--- Data shown ---
= = = =

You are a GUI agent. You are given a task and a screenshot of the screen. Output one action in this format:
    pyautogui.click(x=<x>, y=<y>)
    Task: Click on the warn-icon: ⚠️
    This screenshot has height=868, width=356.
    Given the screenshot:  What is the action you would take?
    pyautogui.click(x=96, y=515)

= = = =

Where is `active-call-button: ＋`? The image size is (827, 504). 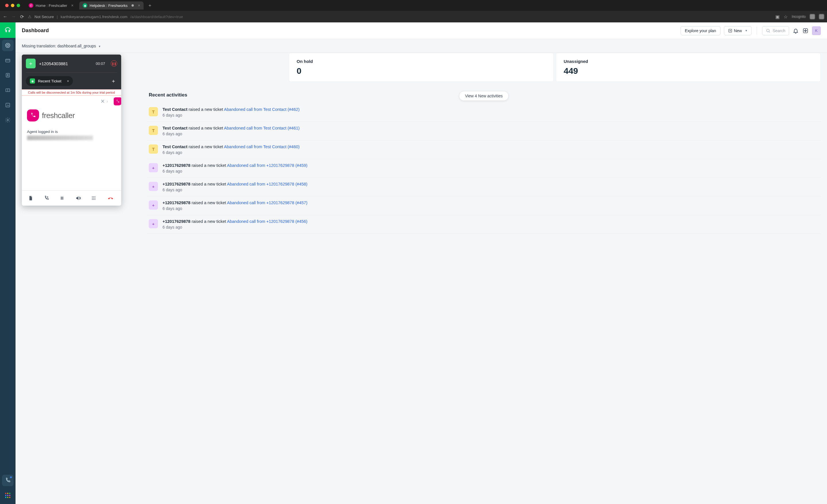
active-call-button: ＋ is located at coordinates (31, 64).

= = = =

--- Your instructions ---
Write down, word for word, the lines above from the one containing "You are a GUI" through the one containing "This screenshot has", both ends included.

--- Problem solution ---
You are a GUI agent. You are given a task and a screenshot of the screen. Output one action in this format:
    pyautogui.click(x=<x>, y=<y>)
    Task: Click on the warn-icon: ⚠️
    This screenshot has height=868, width=356.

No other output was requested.